“The Iraq war has also made anti-Americanism respectable again, as it was during the Cold War but had not been since the demise of the Soviet Union.”
Those words come from Robert Kagan of the Carnegie Endowment for Peace, writing in the June 18 issue of the Washington Post. In his article he was at pains to show that anti-Americanism did not begin with President George W. Bush and will not end with him. “Some folks seem to believe that by returning to the policies of Harry Truman, Dean Acheson and John F. Kennedy, America will become popular around the world. I like those policies, too, but let’s not kid ourselves,” Kagan writes. “They also sparked enormous resentment among millions of peoples in many countries, resentments that are now returning to the fore. The fact is, because America is the dominant power in the world, it will always attract criticism and be blamed both for what it does and what it does not do.”
Kagan is right. Ill-feeling toward the United States long preceded Bush, and it won’t end anytime soon. People do resent the dominant power and see its hand everywhere. But if we are to understand what is really going on, we have to engage in some careful analysis.
What do we mean when we say that anti-Americanism has returned? Kagan and others cleverly use the term “America” as a package deal — an assortment of disparate ideas that need to be separated and examined individually if we are to grasp the reality. What exactly do anti-Americanists dislike? There are several possible candidates: the people, the culture, the tradition of freedom, the commercial spirit, the U.S. government’s foreign policies.
The evidence is strong that non-Americans for the most part do not hate individual Americans or their culture, freedom, and commercial spirit. On the contrary, people in other most places seem to have a warm affection for Americans in their private capacity. Polls repeatedly show this, including polls done in Arab countries.
That leaves only one real object of foreign hostility, U.S. foreign policy. And let’s face it, what’s not to dislike? Since the end of World War II, a succession of American presidents and their diplomatic and military minions have treated much of the world like slow, pitiable stepchildren badly in need of their guidance. If their governments are following unwise policies, have no fear: an American president will set them right. And if they elect the wrong leaders, he will come to the rescue with a timely regime change. From the Dominican Republic to Iran, it’s happened repeatedly. But most Americans pay no attention. As the songwriter satirist Tom Lehrer put it,
For might makes right,
And ’til they’ve seen the light,
They’ve got to be protected,
All their rights respected,
’Til somebody we like can be elected.
You can find the details in Stephen Kinzer’s new book, Overthrow.
The point here is that when Kagan writes about anti-Americanism, he’s deliberately using an equivocal term in order to elicit unthinking, knee-jerk anti-anti-Americanism in his readers. He likes the imperial U.S. foreign policy, so when foreign people express their hated for it, Kagan and his ilk misdirect us to think the foreigners hate us as individuals. The apologists for empire count on you not to examine the matter too closely, because if you did, you might see the merit in what the foreigners are saying.
America once signified the ideals of individual freedom, peace, and nonintervention. But if, as Kagan believes, Americanism now means imperialism, then good Americans should be “anti-American” too.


### Task
Each entry below must be repeated exactly, with pictures left out.

Records from a dataset
>>>>

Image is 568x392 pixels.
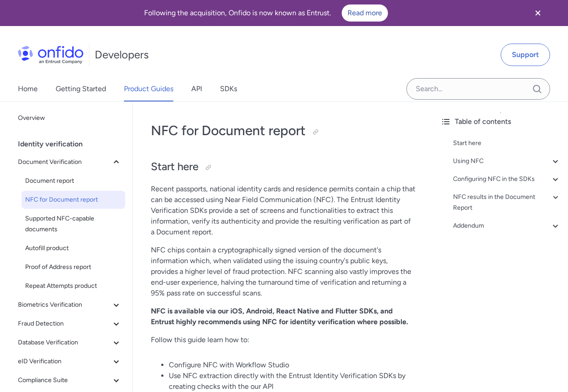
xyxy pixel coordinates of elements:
[453,174,560,185] a: Configuring NFC in the SDKs
[220,76,237,102] a: SDKs
[18,299,111,310] span: Biometrics Verification
[25,262,121,272] span: Proof of Address report
[21,239,125,257] a: Autofill product
[191,76,202,102] a: API
[11,5,521,21] div: Following the acquisition, Onfido is now known as Entrust.
[18,318,111,329] span: Fraud Detection
[25,243,121,254] span: Autofill product
[151,335,415,345] p: Follow this guide learn how to:
[521,2,554,24] button: Close banner
[501,44,550,66] a: Support
[169,359,415,371] li: Configure NFC with Workflow Studio
[15,109,125,127] a: Overview
[18,76,38,102] a: Home
[18,375,111,386] span: Compliance Suite
[15,296,125,314] button: Biometrics Verification
[18,157,111,167] span: Document Verification
[151,244,415,299] p: NFC chips contain a cryptographically signed version of the document's information which, when va...
[25,213,121,235] span: Supported NFC-capable documents
[21,258,125,276] a: Proof of Address report
[151,121,415,139] h1: NFC for Document report
[25,175,121,186] span: Document report
[453,156,560,167] a: Using NFC
[25,195,121,205] span: NFC for Document report
[453,192,560,213] a: NFC results in the Document Report
[151,159,415,175] h2: Start here
[169,371,415,392] li: Use NFC extraction directly with the Entrust Identity Verification SDKs by creating checks with t...
[21,190,125,208] a: NFC for Document report
[151,184,415,238] p: Recent passports, national identity cards and residence permits contain a chip that can be access...
[18,46,84,64] img: Onfido Logo
[15,371,125,389] button: Compliance Suite
[151,307,408,326] strong: NFC is available via our iOS, Android, React Native and Flutter SDKs, and Entrust highly recommen...
[18,113,121,124] span: Overview
[453,220,560,231] a: Addendum
[406,78,550,100] input: Onfido search input field
[95,48,149,62] h1: Developers
[21,210,125,238] a: Supported NFC-capable documents
[532,8,543,19] svg: Close banner
[18,337,111,348] span: Database Verification
[341,5,388,21] a: Read more
[15,153,125,171] button: Document Verification
[15,315,125,333] button: Fraud Detection
[453,138,560,149] a: Start here
[15,333,125,351] button: Database Verification
[18,356,111,366] span: eID Verification
[21,277,125,295] a: Repeat Attempts product
[124,76,173,102] a: Product Guides
[440,116,560,127] div: Table of contents
[21,172,125,190] a: Document report
[18,135,129,153] div: Identity verification
[15,353,125,371] button: eID Verification
[25,280,121,292] span: Repeat Attempts product
[56,76,106,102] a: Getting Started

<<<<

### Answer to this exercise
Image is 568x392 pixels.
xyxy pixel coordinates of elements:
[453,174,560,185] a: Configuring NFC in the SDKs
[220,76,237,102] a: SDKs
[18,299,111,310] span: Biometrics Verification
[25,262,121,272] span: Proof of Address report
[21,239,125,257] a: Autofill product
[191,76,202,102] a: API
[11,5,521,21] div: Following the acquisition, Onfido is now known as Entrust.
[18,318,111,329] span: Fraud Detection
[25,243,121,254] span: Autofill product
[151,335,415,345] p: Follow this guide learn how to:
[521,2,554,24] button: Close banner
[501,44,550,66] a: Support
[169,359,415,371] li: Configure NFC with Workflow Studio
[15,109,125,127] a: Overview
[18,76,38,102] a: Home
[18,375,111,386] span: Compliance Suite
[15,296,125,314] button: Biometrics Verification
[18,157,111,167] span: Document Verification
[151,244,415,299] p: NFC chips contain a cryptographically signed version of the document's information which, when va...
[25,213,121,235] span: Supported NFC-capable documents
[21,258,125,276] a: Proof of Address report
[151,121,415,139] h1: NFC for Document report
[25,175,121,186] span: Document report
[453,156,560,167] a: Using NFC
[25,195,121,205] span: NFC for Document report
[453,192,560,213] a: NFC results in the Document Report
[151,159,415,175] h2: Start here
[169,371,415,392] li: Use NFC extraction directly with the Entrust Identity Verification SDKs by creating checks with t...
[21,190,125,208] a: NFC for Document report
[151,184,415,238] p: Recent passports, national identity cards and residence permits contain a chip that can be access...
[18,46,84,64] img: Onfido Logo
[15,371,125,389] button: Compliance Suite
[151,307,408,326] strong: NFC is available via our iOS, Android, React Native and Flutter SDKs, and Entrust highly recommen...
[18,113,121,124] span: Overview
[453,220,560,231] a: Addendum
[406,78,550,100] input: Onfido search input field
[95,48,149,62] h1: Developers
[21,210,125,238] a: Supported NFC-capable documents
[532,8,543,19] svg: Close banner
[18,337,111,348] span: Database Verification
[341,5,388,21] a: Read more
[15,153,125,171] button: Document Verification
[15,315,125,333] button: Fraud Detection
[453,138,560,149] a: Start here
[15,333,125,351] button: Database Verification
[18,356,111,366] span: eID Verification
[21,277,125,295] a: Repeat Attempts product
[124,76,173,102] a: Product Guides
[440,116,560,127] div: Table of contents
[21,172,125,190] a: Document report
[18,135,129,153] div: Identity verification
[15,353,125,371] button: eID Verification
[25,280,121,292] span: Repeat Attempts product
[56,76,106,102] a: Getting Started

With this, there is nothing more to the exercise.